(Stored data)
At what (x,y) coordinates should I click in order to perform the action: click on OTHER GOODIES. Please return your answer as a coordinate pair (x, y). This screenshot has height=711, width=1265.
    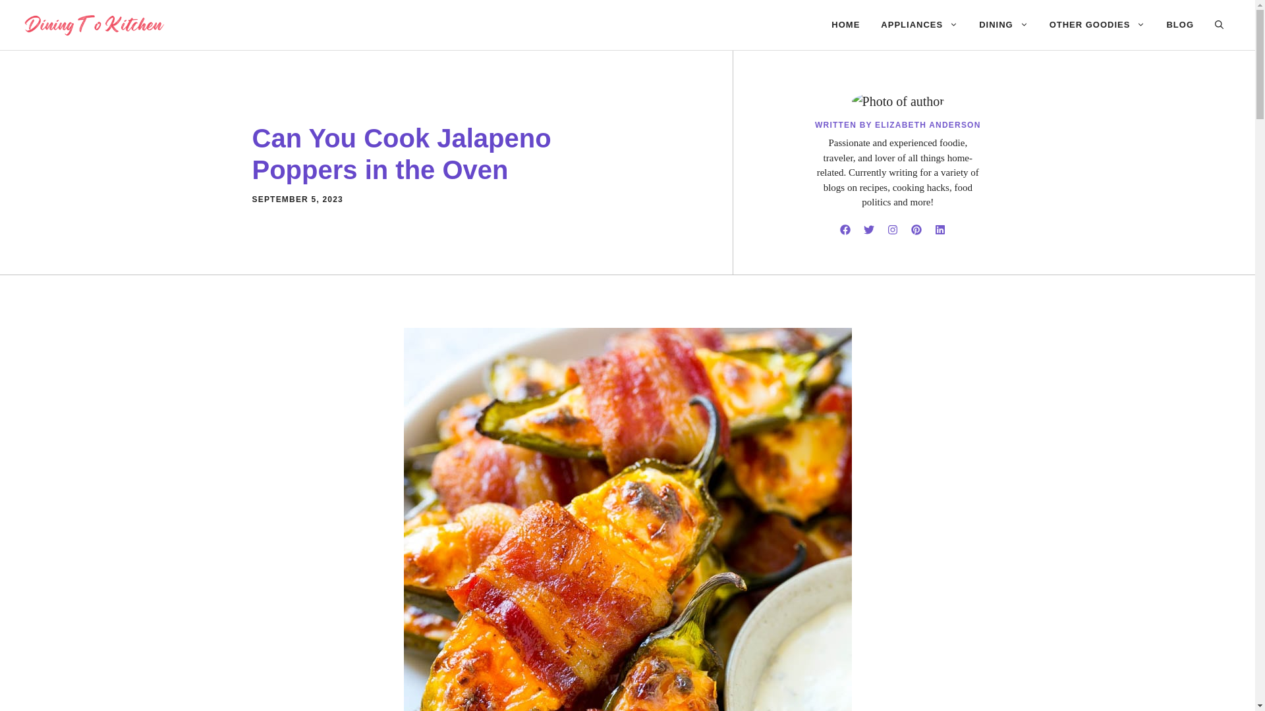
    Looking at the image, I should click on (1097, 25).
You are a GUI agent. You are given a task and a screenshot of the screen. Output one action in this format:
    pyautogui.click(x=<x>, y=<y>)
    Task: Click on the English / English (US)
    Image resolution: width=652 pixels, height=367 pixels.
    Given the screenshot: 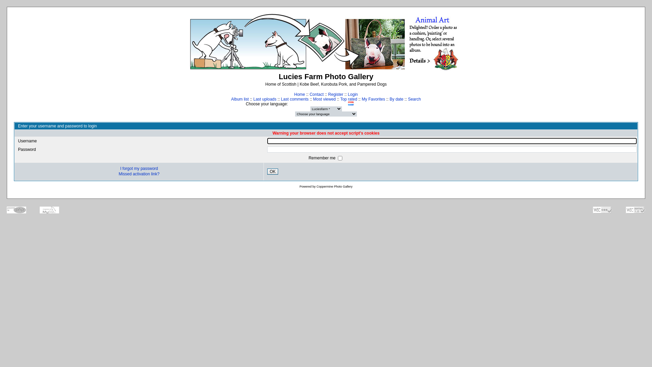 What is the action you would take?
    pyautogui.click(x=318, y=103)
    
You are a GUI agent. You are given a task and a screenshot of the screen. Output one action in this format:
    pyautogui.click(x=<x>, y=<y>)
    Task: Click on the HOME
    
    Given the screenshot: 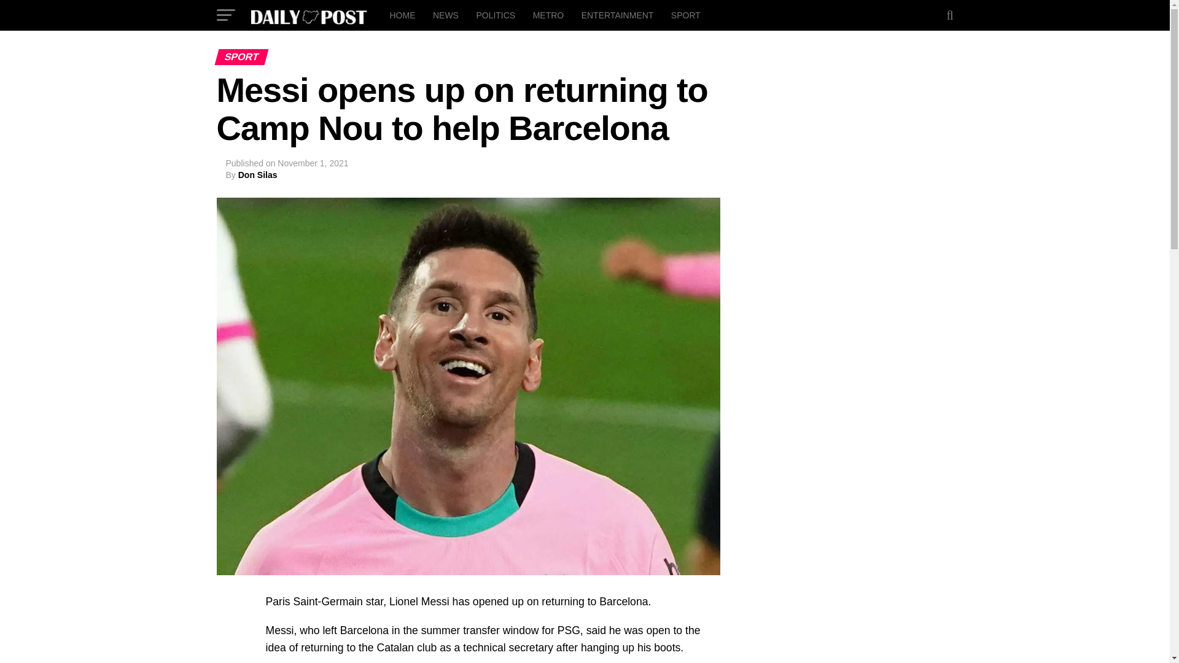 What is the action you would take?
    pyautogui.click(x=402, y=15)
    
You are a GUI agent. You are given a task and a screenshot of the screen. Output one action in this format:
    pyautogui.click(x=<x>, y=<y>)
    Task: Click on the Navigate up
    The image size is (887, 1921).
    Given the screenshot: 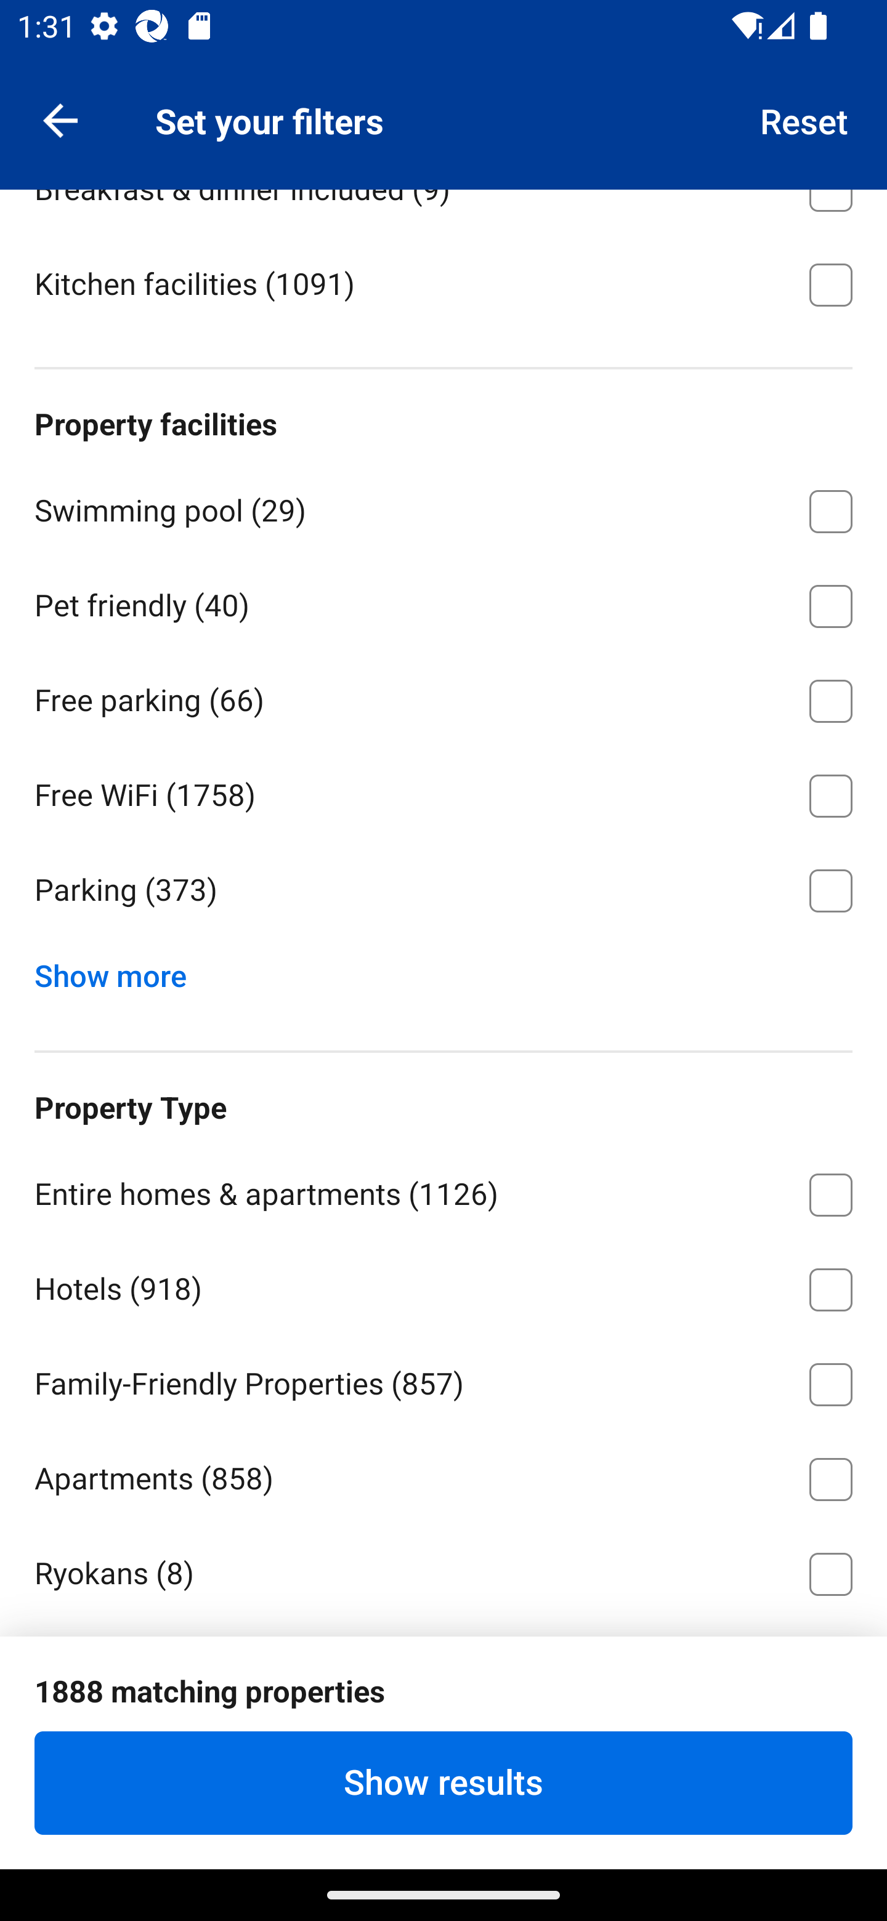 What is the action you would take?
    pyautogui.click(x=60, y=119)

■ Problem ■
Starting with the first line of the data, transcribe every line exactly through the one containing "Image resolution: width=652". No pictures go in.

■ Answer to this problem ■
At what (x,y) coordinates should I click in order to perform the action: click on OTHER GOODIES. Please return your answer as a coordinate pair (x, y). This screenshot has height=711, width=1265.
    Looking at the image, I should click on (1097, 25).
You are a GUI agent. You are given a task and a screenshot of the screen. Output one action in this format:
    pyautogui.click(x=<x>, y=<y>)
    Task: Click on the English / English (US)
    Image resolution: width=652 pixels, height=367 pixels.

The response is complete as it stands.